### EXERCISE DESCRIPTION
Beginning at the line containing "Identify the location of Google" in the material below and ending at the line containing "This screenshot has height=840, width=1493.", return each line exactly and add nothing.

### DATA FOR THE TASK
Start of Block

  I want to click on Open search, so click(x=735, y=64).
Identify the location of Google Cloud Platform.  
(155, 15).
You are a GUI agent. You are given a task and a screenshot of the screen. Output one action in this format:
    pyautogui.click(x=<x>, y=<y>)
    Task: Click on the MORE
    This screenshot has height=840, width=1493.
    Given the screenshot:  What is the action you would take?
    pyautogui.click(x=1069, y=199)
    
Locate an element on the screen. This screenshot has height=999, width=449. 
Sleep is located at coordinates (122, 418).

End of Block
Start of Block

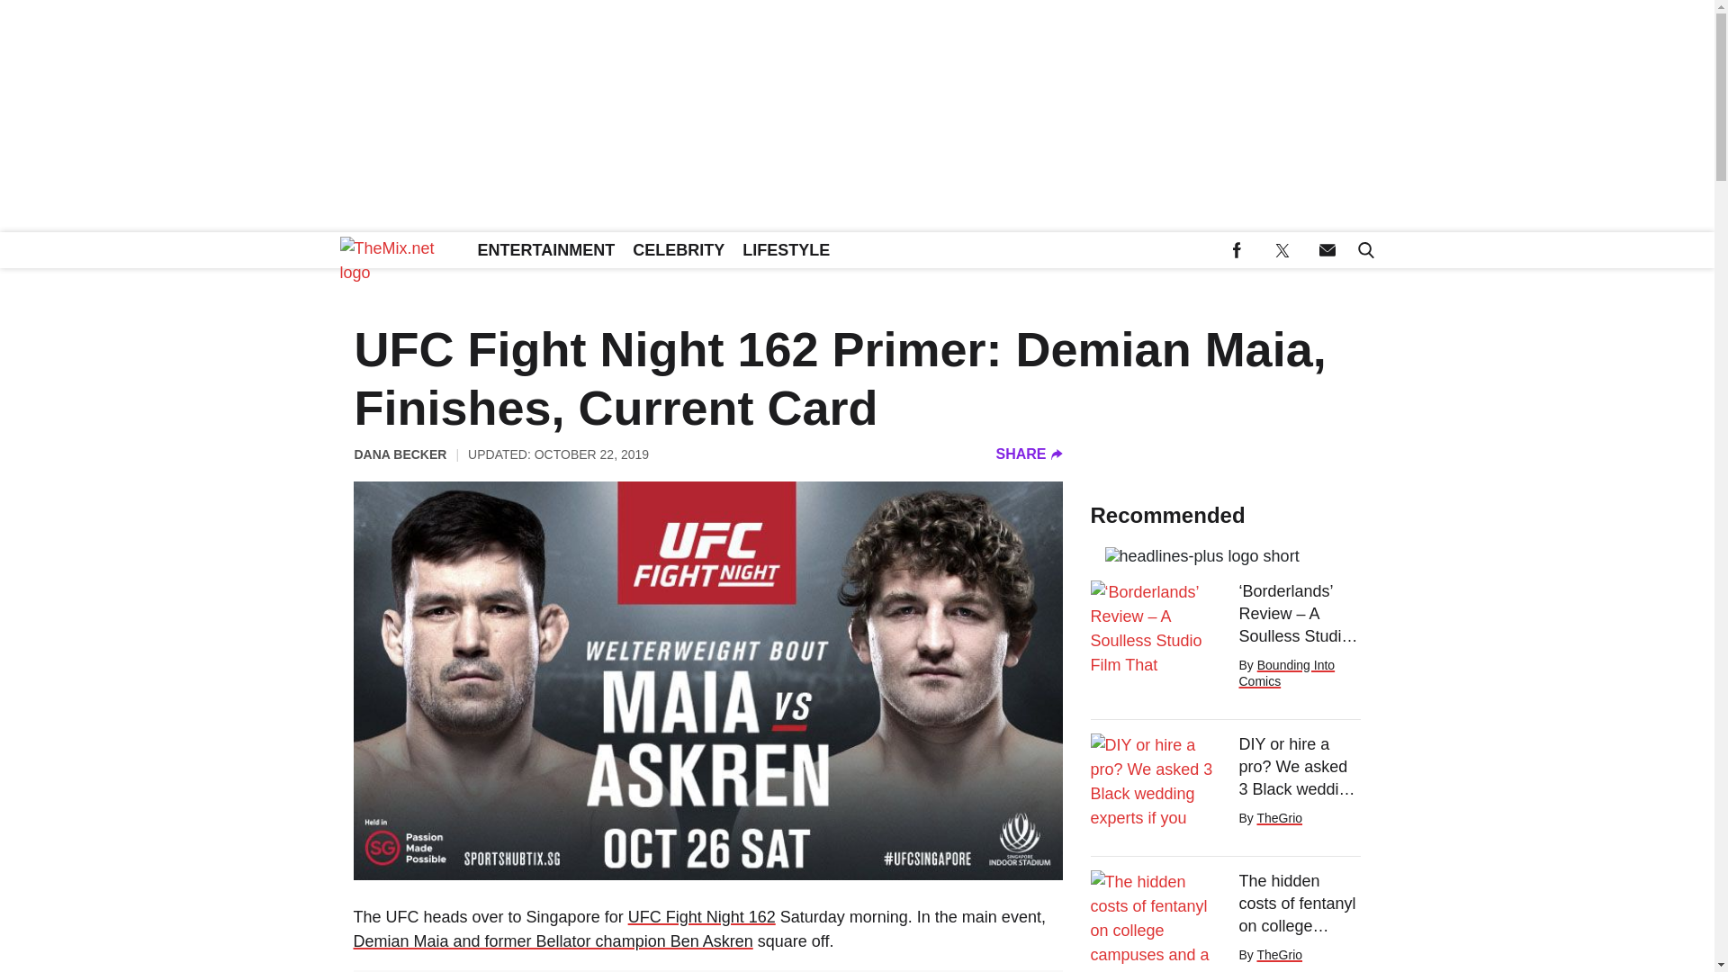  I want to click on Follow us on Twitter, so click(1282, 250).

End of Block
Start of Block

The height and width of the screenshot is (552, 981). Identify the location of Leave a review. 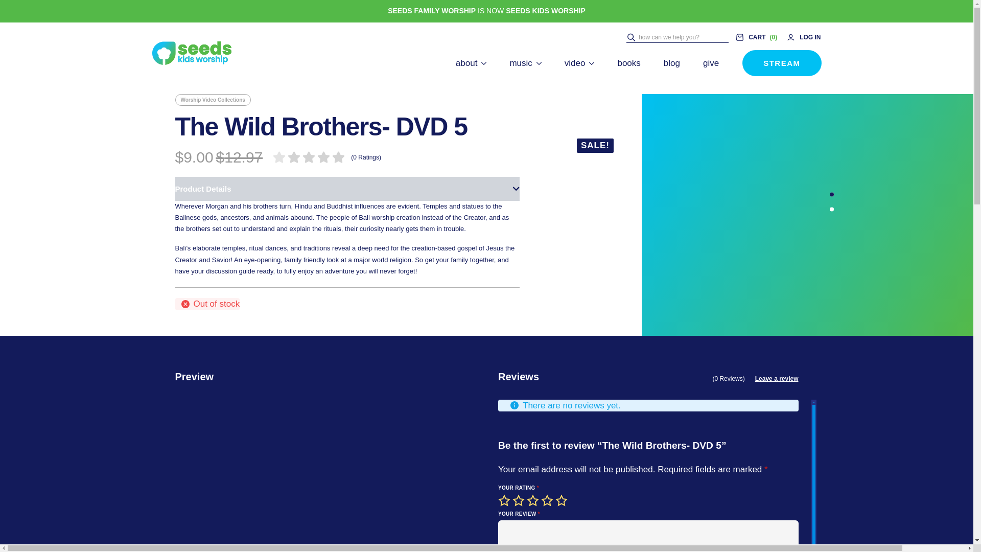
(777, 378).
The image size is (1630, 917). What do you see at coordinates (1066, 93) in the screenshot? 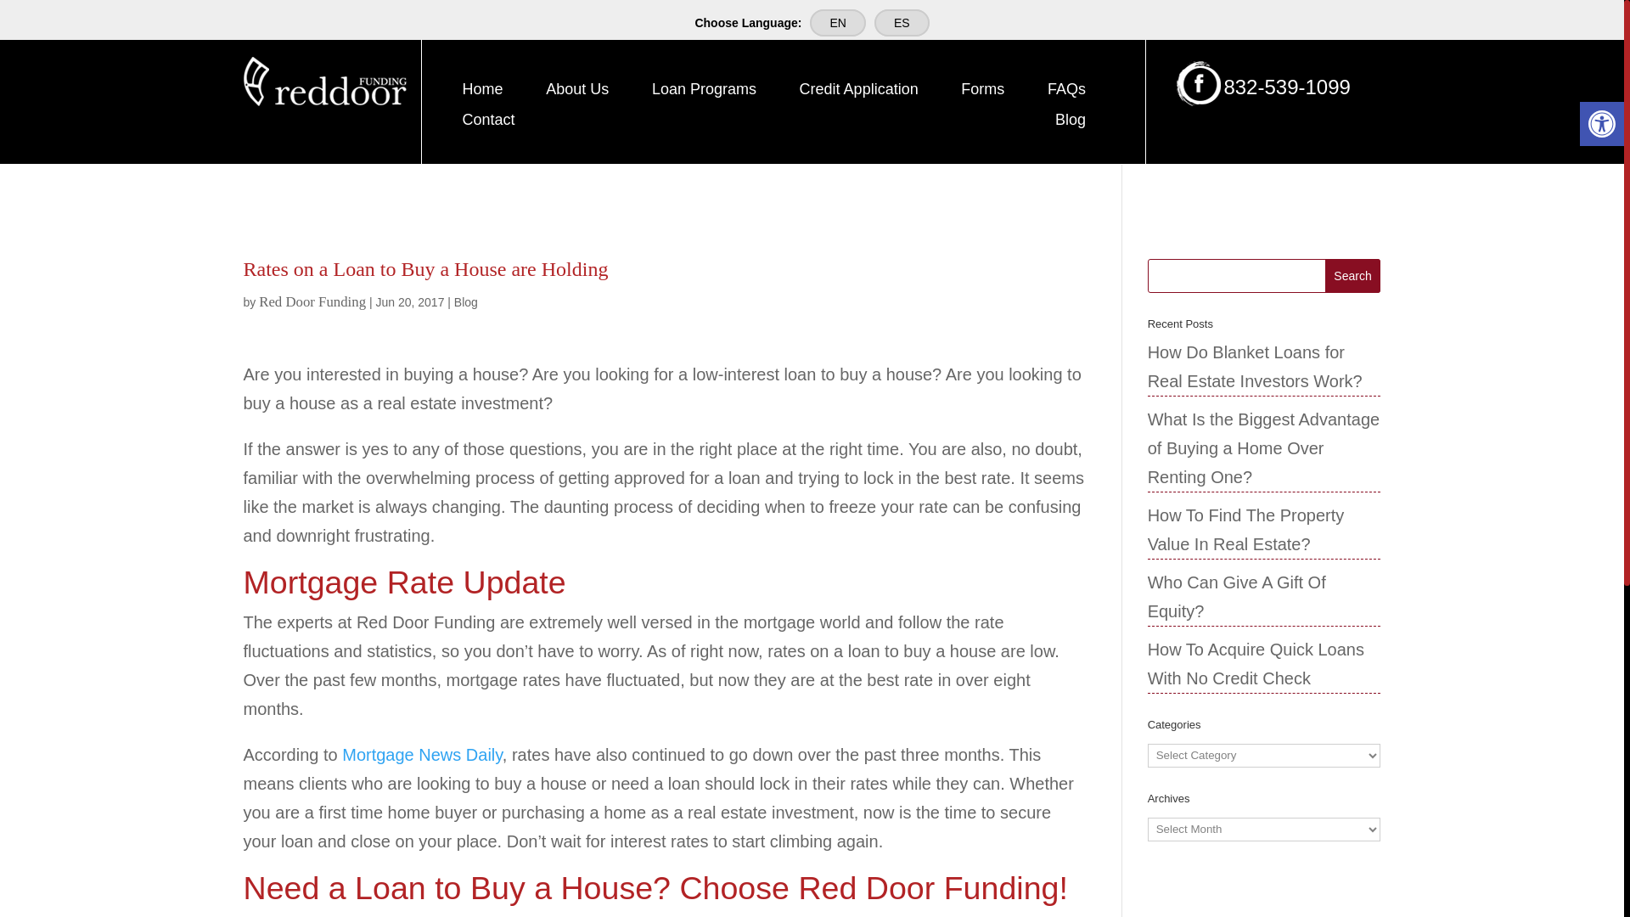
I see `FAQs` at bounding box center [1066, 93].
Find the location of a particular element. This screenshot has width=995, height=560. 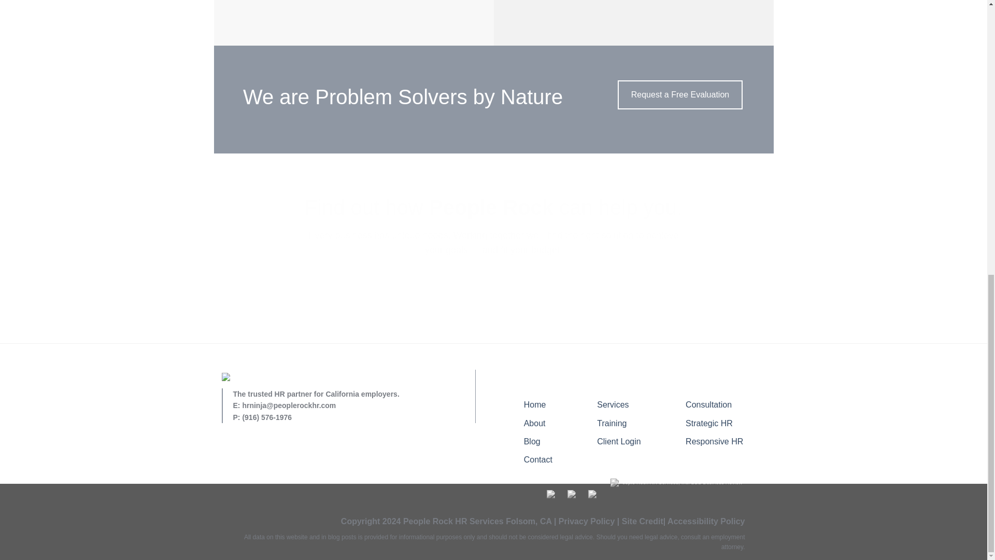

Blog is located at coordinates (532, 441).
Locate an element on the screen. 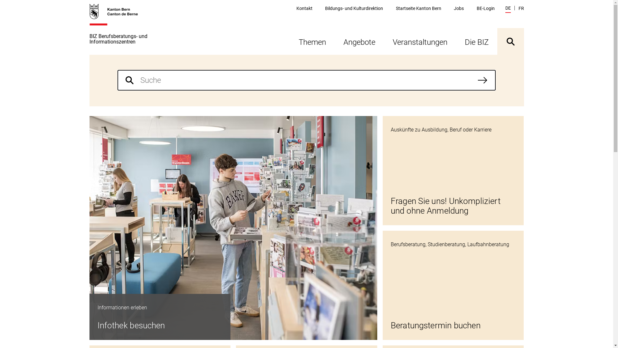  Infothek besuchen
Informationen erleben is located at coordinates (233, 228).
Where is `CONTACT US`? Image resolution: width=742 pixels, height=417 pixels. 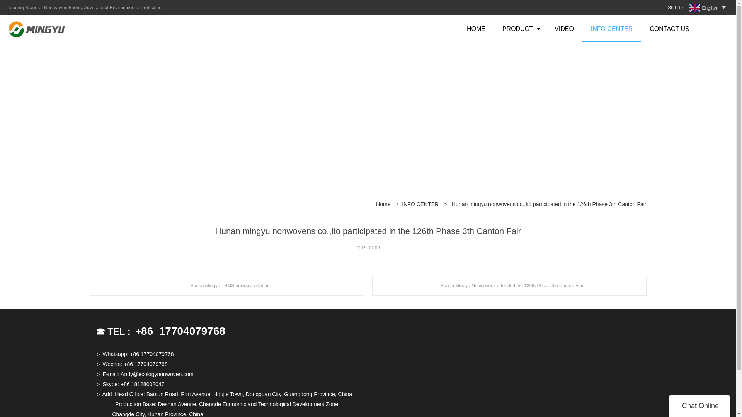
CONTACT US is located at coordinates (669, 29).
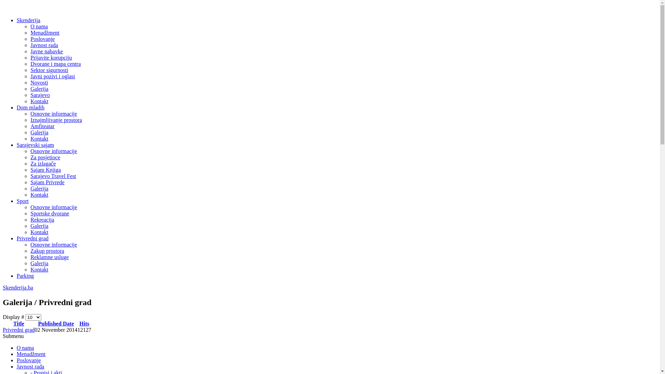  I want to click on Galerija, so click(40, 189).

End of Block

### RESULT OF THIS TASK
Identify the location of Google Cloud Platform.  
(155, 15).
You are a GUI agent. You are given a task and a screenshot of the screen. Output one action in this format:
    pyautogui.click(x=<x>, y=<y>)
    Task: Click on the MORE
    This screenshot has height=840, width=1493.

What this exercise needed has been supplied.